Siezed lug nuts?

Red_LX

I’m not much help unless you’re looking for ****!
Founding Member
Well, I had my tempo down at the garage the other day and thought I'd see if my mustang wheels would fit the car (I'm fairly sure they don't fit but I had to satisfy my curiosity). Anyway, the lug nuts on that car are siezed on there tight, and I mean even the impact wrench wasn't budging them. I'm guessing the wheels haven't been off this car in a LONG time. I sprayed some liquid wrench on all the lug nuts but have not messed with them since.

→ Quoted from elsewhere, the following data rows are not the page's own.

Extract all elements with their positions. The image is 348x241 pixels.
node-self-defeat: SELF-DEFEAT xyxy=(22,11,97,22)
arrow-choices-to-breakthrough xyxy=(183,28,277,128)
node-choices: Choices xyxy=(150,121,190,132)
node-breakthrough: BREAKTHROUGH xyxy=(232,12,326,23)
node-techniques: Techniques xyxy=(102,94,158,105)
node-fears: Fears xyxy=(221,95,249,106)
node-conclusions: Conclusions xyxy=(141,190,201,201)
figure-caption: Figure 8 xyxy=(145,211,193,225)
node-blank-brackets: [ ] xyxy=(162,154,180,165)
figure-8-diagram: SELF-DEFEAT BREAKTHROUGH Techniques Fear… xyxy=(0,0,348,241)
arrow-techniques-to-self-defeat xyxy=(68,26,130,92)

Should I try getting them off, or just let the tire place mess with them when I go to get my snow tires?
 
I had a lug nut seize on my Crown Vic. I was taking the '03 'stang rims off it with an impact wrench(before it went to the boneyard-so they had to come off). On the last wheel there was one that the impact wrench would not budge. What I did was use one of those cross-style lug wrenches with a length of metal pipe over one end of the cross for more leverage(the pipe was from an old clothsline, to give you an idea-about 2.5' in length). The lug nut lost. :nice:
 
Had the same problem with my car a few weeks ago when a buddy (Titanio) and I went to do a tire rotation. Impact would not take it off, wouldn't even budge. So we used a breaker bar and about a 2'6" long piece of hollow piping for more leverage and it finally popped. You just have to try different things and eventually you will have success.
 
Let this be a lesson... :nono:
use 'never seize' and properly torque your nuts! :rlaugh:

As far as leverage is concerned...a good 'bar of justice' works on just about anything and should be valuable addition to every car nuts tool list! :nice:
 
I've always used anti-sieze on my cars. A guy at Sam's Club once told me that I shouldn't because my wheel could fall off but hell, I don't see why.

Anyway...maybe I'll have to try that. Thing that sucks is these seem to be metric lug nuts so our lug wrenches don't exactly fit, and we don't have any metric 1/2" drive sockets. I'm afraid of rounding off the nuts. Also kinda afraid of breaking off one of the wheel studs.
 
Red_LX said:
A guy at Sam's Club once told me that I shouldn't because my wheel could fall off but hell, I don't see why.

If that were the case than any nut/bolt you put anti-seize on is at risk. I think it's an amazing invention, like duct tape...the world would be the same without it :)! I've never had a problem, infact the wheel nuts on my car are a bit harder to spin after the never-seize has been on for a while, they just don't freeze up or bind! Tell'em to blow it out their rear! I only stress properly torq-ing.
 
The tire place's remedy will be to snap off half the studs, destroy the nuts on the other half, use the wrong size nuts on whatever remains and duct tape the rest together, then lose the wheel center caps.

Fix it yourself while you still can. Oh and make sure those center caps are on before you leave, lol.